Key Management for Signing Keys
Key Hierarchy
┌─────────────────────────────────────────┐
│ Root Signing Key │
│ (Offline, HSM, used to sign sub-keys) │
└─────────────────┬───────────────────────┘
│
┌─────────────┼─────────────┐
▼ ▼ ▼
┌────────┐ ┌────────┐ ┌────────────┐
│ Release │ │ CI/CD │ │ Repository │
│ Signing │ │ Signing│ │ Signing │
│ Key │ │ Key │ │ Key │
└────────┘ └────────┘ └────────────┘
Key Rotation Strategy
# Generate new signing key
gpg --full-generate-key
# Cross-sign with old key (establishes trust chain)
gpg --default-key OLD_KEY_ID --sign-key NEW_KEY_ID
# Update repository metadata with new key
rpm --import new-signing-key.asc
# Transition period: sign with both keys
rpmsign --addsign --key-id=NEW_KEY_ID *.rpm
# After transition: revoke old key
gpg --gen-revoke OLD_KEY_ID > revocation.asc
gpg --import revocation.asc
Protecting Signing Keys
| Protection Level | Method | Use Case |
|---|---|---|
| Basic | Passphrase-protected GPG key | Individual developer |
| Standard | Key in CI/CD secrets store | Automated pipelines |
| High | Hardware token (YubiKey) | Release signing |
| Enterprise | HSM (PKCS#11) or Cloud KMS | Organization-wide |
For enterprise environments, platforms like QCecuring provide centralized signing key management with HSM-backed key storage, policy enforcement, and complete audit trails — ensuring signing keys are never exposed to individual systems or developers.
Key Takeaways
- Linux code signing is fragmented — each artifact type (RPM, DEB, container, kernel module) has its own signing mechanism. Plan for all of them.
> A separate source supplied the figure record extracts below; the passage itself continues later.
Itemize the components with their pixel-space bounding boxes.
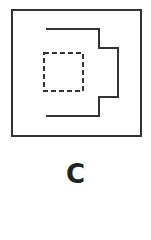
figure-label: C — [0, 160, 151, 187]
dashed-square — [44, 53, 83, 91]
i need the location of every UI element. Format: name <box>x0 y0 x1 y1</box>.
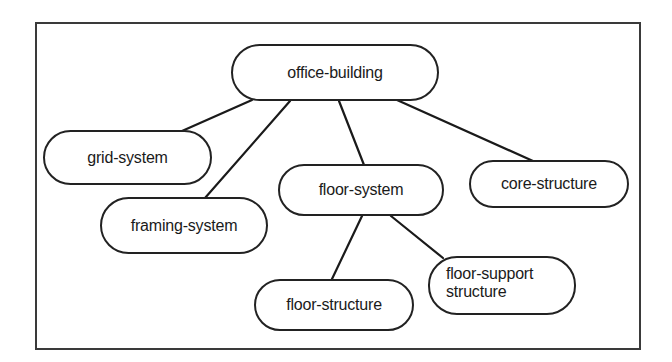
node-label: grid-system <box>87 149 167 167</box>
edge-office-grid <box>182 100 252 131</box>
node-label: framing-system <box>131 217 238 235</box>
node-floor-structure: floor-structure <box>254 279 414 331</box>
node-office-building: office-building <box>231 44 439 101</box>
edge-office-floor <box>339 101 364 165</box>
edge-floor-floorstructure <box>332 216 362 279</box>
node-grid-system: grid-system <box>43 130 212 185</box>
node-framing-system: framing-system <box>100 197 268 254</box>
node-label: floor-structure <box>286 296 382 314</box>
node-label-line2: structure <box>446 283 533 301</box>
node-label-line1: floor-support <box>446 265 533 283</box>
edge-office-core <box>397 100 533 161</box>
edge-floor-floorsupport <box>391 216 443 258</box>
node-label: floor-system <box>319 181 404 199</box>
node-floor-support-structure: floor-support structure <box>428 256 576 315</box>
node-core-structure: core-structure <box>469 160 629 208</box>
node-label: office-building <box>287 64 382 82</box>
node-floor-system: floor-system <box>278 164 444 216</box>
node-label: core-structure <box>501 175 597 193</box>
- Sigstore/cosign is the future for container images — keyless signing eliminates key management complexity while providing stronger identity binding through OIDC.
- GPG remains essential for traditional package signing (RPM, DEB, APT repositories). Invest in proper key management and rotation procedures.
- Kernel module signing is mandatory for Secure Boot environments — use MOK (Machine Owner Key) enrollment for custom modules.
- CI/CD integration is critical — signing should happen automatically in your pipeline, not manually by developers. Use ephemeral keys or centralized signing services.
- Verification must be enforced — signing is only valuable if consumers verify signatures. Configure package managers to require signatures and use Kubernetes admission controllers for containers.
- Protect your signing keys — a compromised signing key undermines all trust. Use hardware tokens, HSMs, or cloud KMS for key storage. Never store signing keys in source control.
- Plan for key rotation — keys expire and algorithms weaken. Design your signing infrastructure to support key rotation without breaking verification of previously signed artifacts.